Brown’s 18 months of legal work paid off when U.S. District Court Judge Royce C. Lamberth ordered a trial to start September 12, at which Hillary Rodham Clinton and her chief deputy for health care, Ira Magaziner, must testify under oath.
The law in question, the Federal Advisory Committee Act, requires federal task forces and working groups to meet in public if they include both federal employees and persons who are NOT federal employees. The principle behind that law is very sound.
If all the members of a task force or working group are government employees, they can meet behind closed doors because they are presumed to be doing what they are paid for. But if the meetings include both federal employees and outside groups, the public has a right to know who attends so we can expose their conflicts of interest and judge whether or not the government’s decisions were influenced by special inter·ests.
But Mrs. Clinton surrounded her Health Care Task Force and its Working Group – the membership, the actions, and the records – with a veil of secrecy. For a year and a half, the White House and Justice Department lawyers defending Mrs. Clinton concealed the names of about 350 non-federal employees of the Working Group by the subterfuge of calling them fulltime “special government employees and consultants.”
Now the Justice Department lawyers have completely changed their story and admitted that Mrs. Clinton’s Working Group was largely made up of representatives of special interest groups. The new rationalization for keeping everything secret is that the Working Group had no influence with President Clinton, that the participants were just an “anonymous horde” of persons brainstorming ideas.
The trouble with the new story is that Ira Magaziner is already on record as telling the court how important and influential the Working Group was. He told the court that
“the President announced” its creation, that its participants “examined alternatives” to be considered, that it was preparing comprehensive health care reform legislation, that “coordination” was essential, and that the results of the Working Group’s actions would be presented to the Administration through seven so-called “tollgates.”

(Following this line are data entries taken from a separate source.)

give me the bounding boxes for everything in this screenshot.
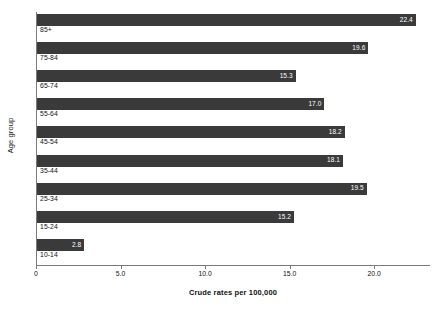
bar: 15.2 xyxy=(37,211,294,223)
x-axis-line xyxy=(36,265,430,266)
bar-value-label: 17.0 xyxy=(308,101,324,108)
bar: 2.8 xyxy=(37,239,84,251)
x-tick-label: 10.0 xyxy=(198,271,211,278)
x-tick xyxy=(205,265,206,269)
bar: 19.5 xyxy=(37,183,367,195)
bar: 18.1 xyxy=(37,155,343,167)
bar: 15.3 xyxy=(37,70,296,82)
bar: 19.6 xyxy=(37,42,368,54)
plot-area: 22.485+19.675-8415.365-7417.055-6418.245… xyxy=(36,12,430,265)
category-label: 75-84 xyxy=(40,55,58,62)
y-axis-title-text: Age group xyxy=(7,117,16,153)
category-label: 25-34 xyxy=(40,196,58,203)
x-axis-title: Crude rates per 100,000 xyxy=(36,288,430,297)
x-tick xyxy=(290,265,291,269)
category-label: 55-64 xyxy=(40,111,58,118)
x-tick xyxy=(36,265,37,269)
bar-value-label: 19.6 xyxy=(352,45,368,52)
bar-chart: Age group 22.485+19.675-8415.365-7417.05… xyxy=(0,0,444,313)
bar-value-label: 15.3 xyxy=(280,73,296,80)
x-tick-label: 5.0 xyxy=(116,271,125,278)
category-label: 45-54 xyxy=(40,139,58,146)
bar-value-label: 18.2 xyxy=(329,129,345,136)
x-tick xyxy=(374,265,375,269)
bar-value-label: 18.1 xyxy=(327,157,343,164)
bar-value-label: 19.5 xyxy=(351,185,367,192)
x-tick-label: 0 xyxy=(34,271,38,278)
bar: 22.4 xyxy=(37,14,416,26)
bar: 18.2 xyxy=(37,126,345,138)
category-label: 15-24 xyxy=(40,224,58,231)
category-label: 65-74 xyxy=(40,83,58,90)
x-tick-label: 20.0 xyxy=(368,271,381,278)
category-label: 10-14 xyxy=(40,252,58,259)
y-axis-title: Age group xyxy=(0,0,22,270)
x-tick xyxy=(121,265,122,269)
category-label: 85+ xyxy=(40,27,52,34)
bar: 17.0 xyxy=(37,98,324,110)
x-tick-label: 15.0 xyxy=(283,271,296,278)
category-label: 35-44 xyxy=(40,168,58,175)
bar-value-label: 22.4 xyxy=(400,17,416,24)
bar-value-label: 2.8 xyxy=(72,242,84,249)
bar-value-label: 15.2 xyxy=(278,214,294,221)
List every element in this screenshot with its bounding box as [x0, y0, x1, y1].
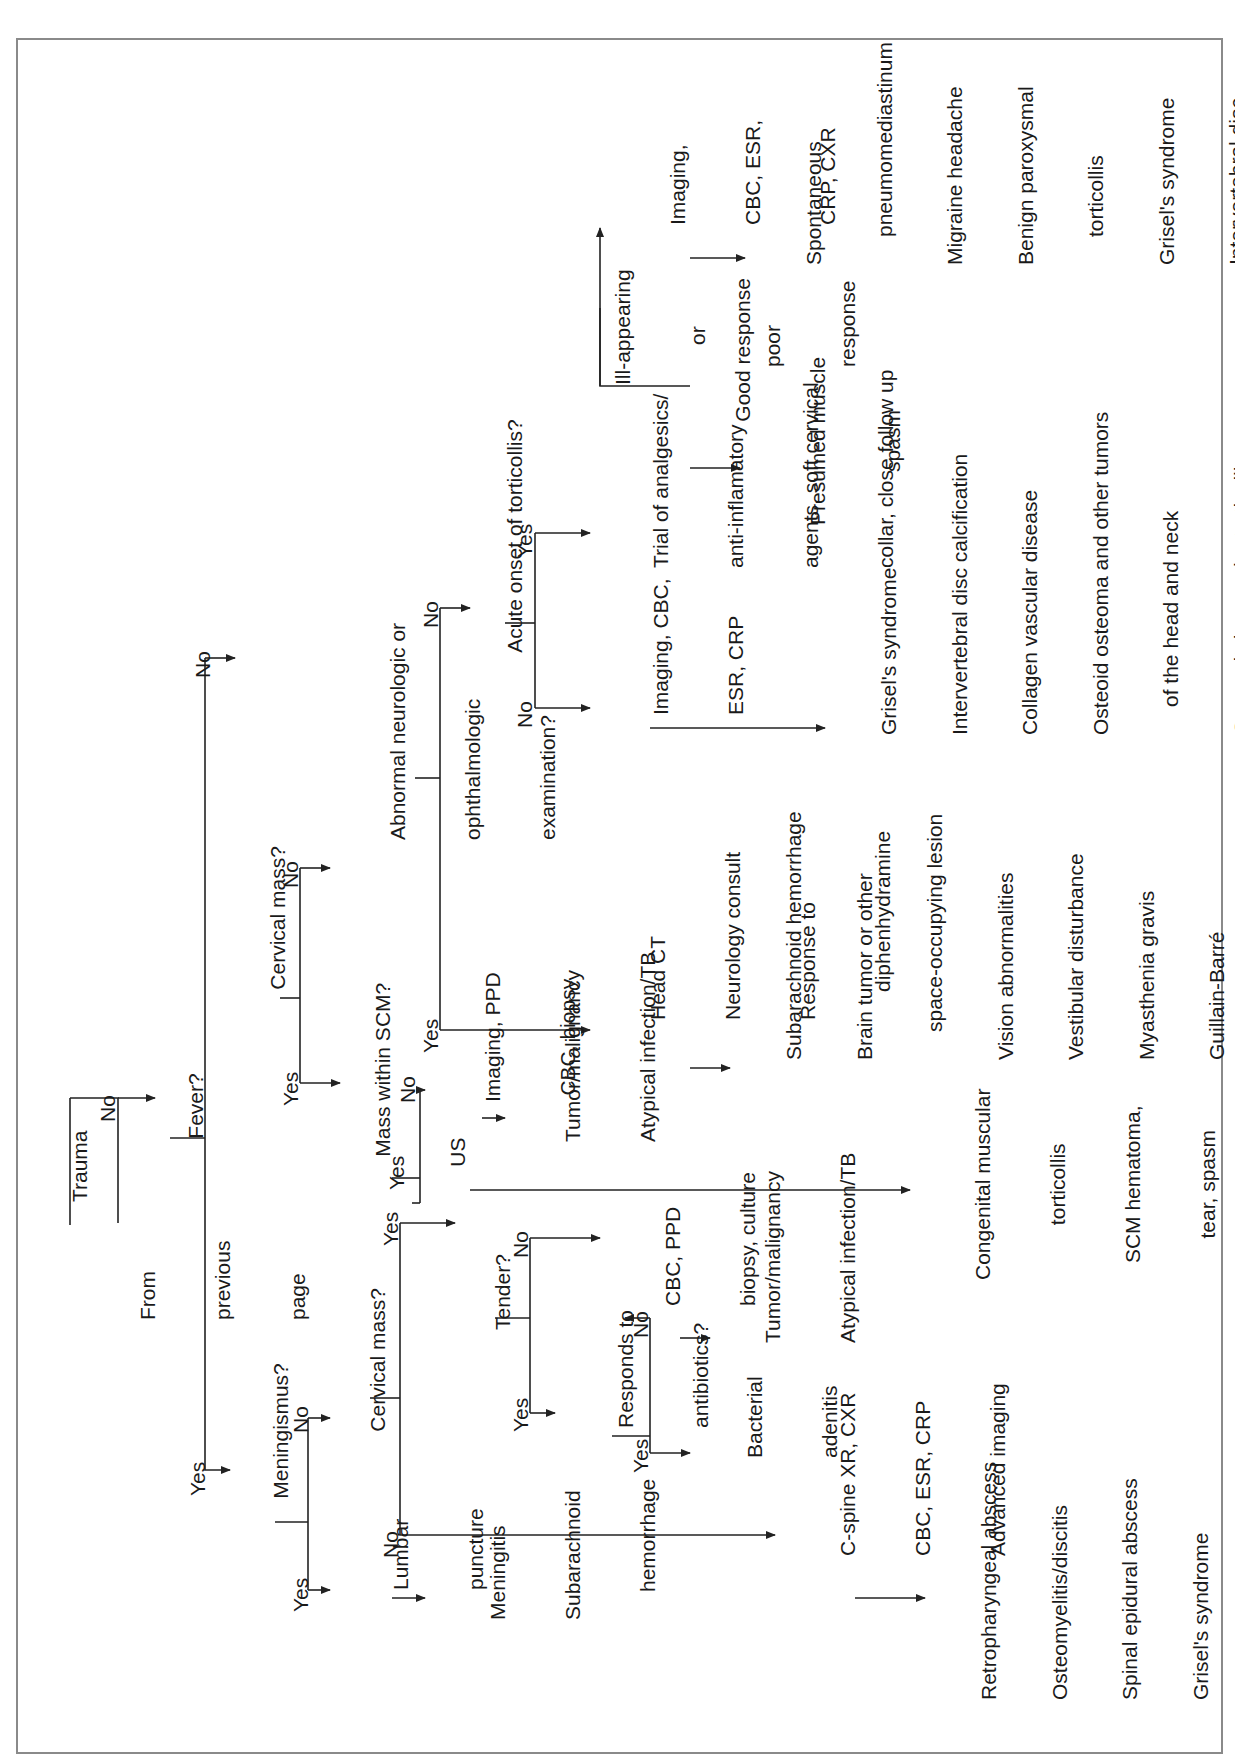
- edge-label-no: No: [628, 1311, 653, 1338]
- node-scm-diagnoses: Congenital muscular torticollis SCM hema…: [920, 1089, 1235, 1280]
- node-imaging-cbc-esr-crp: Imaging, CBC, ESR, CRP: [598, 578, 798, 715]
- edge-label-yes: Yes: [288, 1578, 313, 1612]
- node-meningitis-outcomes: Meningitis Subarachnoid hemorrhage: [435, 1479, 710, 1620]
- node-us: US: [420, 1137, 495, 1190]
- edge-label-yes: Yes: [185, 1462, 210, 1496]
- node-from-previous-page: From previous page: [85, 1241, 360, 1320]
- edge-label-yes: Yes: [512, 524, 537, 558]
- node-tender: Tender?: [465, 1254, 540, 1353]
- edge-label-no: No: [278, 861, 303, 888]
- node-ill-appearing: Ill-appearing or poor response: [560, 269, 910, 385]
- edge-label-no: No: [288, 1406, 313, 1433]
- edge-label-no: No: [508, 1231, 533, 1258]
- edge-label-yes: Yes: [418, 1019, 443, 1053]
- node-meningismus: Meningismus?: [243, 1363, 318, 1522]
- edge-label-yes: Yes: [378, 1212, 403, 1246]
- edge-label-no: No: [512, 701, 537, 728]
- node-abnormal-neuro-exam: Abnormal neurologic or ophthalmologic ex…: [335, 623, 610, 840]
- edge-label-yes: Yes: [278, 1072, 303, 1106]
- node-neuro-diagnoses: Subarachnoid hemorrhage Brain tumor or o…: [735, 811, 1235, 1060]
- edge-label-no: No: [95, 1095, 120, 1122]
- node-acute-poor-response-diagnoses: Spontaneous pneumomediastinum Migraine h…: [755, 42, 1235, 265]
- edge-label-no: No: [395, 1076, 420, 1103]
- node-tumor-fever: Tumor/malignancy Atypical infection/TB: [710, 1153, 910, 1343]
- edge-label-yes: Yes: [628, 1439, 653, 1473]
- node-cervical-mass-fever: Cervical mass?: [340, 1288, 415, 1455]
- edge-label-no: No: [190, 651, 215, 678]
- node-trauma: Trauma: [42, 1130, 117, 1225]
- edge-label-yes: Yes: [508, 1398, 533, 1432]
- edge-label-no: No: [378, 1531, 403, 1558]
- node-fever-no-mass-diagnoses: Retropharyngeal abscess Osteomyelitis/di…: [930, 1419, 1235, 1700]
- edge-label-yes: Yes: [384, 1156, 409, 1190]
- edge-label-no: No: [418, 601, 443, 628]
- flowchart-canvas: Trauma No From previous page Fever? No Y…: [0, 0, 1235, 1758]
- node-fever: Fever?: [158, 1073, 233, 1162]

The Working Group’s documents that have already been released under court order make abundantly clear why the White House resorted to legal chicanery to keep everything secret, even in the face of AAPS’s lawsuit. Those 350 non-federal employees on the Working Group represented special interests that stood to reap financial gain from a federal takeover of the entire health care industry.
The most notable examples of these special interests were representatives of the Kaiser Family Foundation, the Robert Wood Johnson Foundation, Aetna and Prudential, all of which are aggressive promoters of Managed Care. Managed Care is the system of having bureaucrats (instead of doctors and patients) control all health care spending and treatment.
AAPS’s lawsuit has also exposed the deceit of the White House claim that it spent only $100,000 on this project when, in fact, the cost was somewhere between $4 million and $20 million. And now the White House is arguing that all that expenditure of taxpayer funds and all those meetings didn’t mean anything! Were Hillary’s Task Force and Working Group just a hoax?
The bottom line of all this is that the Clinton Administration can’t be trusted to tell the truth to the American people about health care. That’s why Clinton’s spin doctors told him to rechristen his plan as the Gephardt-Mitchell plan in the hope that the American people will be deceived.
But that won’t wash because the staffers who are writing the Gephardt-Mitchell plan are the same ones who worked on the Clinton plan. At least 69 staff members from liberal Democratic Congressional offices and at least 43 staffers from liberal Democratic Senators’ offices were part of Hillary Rodham Clinton’s secret Working Group.
Incidentally, all Republican staffers were excluded from the Working Group, so Clinton’s appeals for “bipartisanship” are as phony as his campaign promise to cut taxes on the middle class.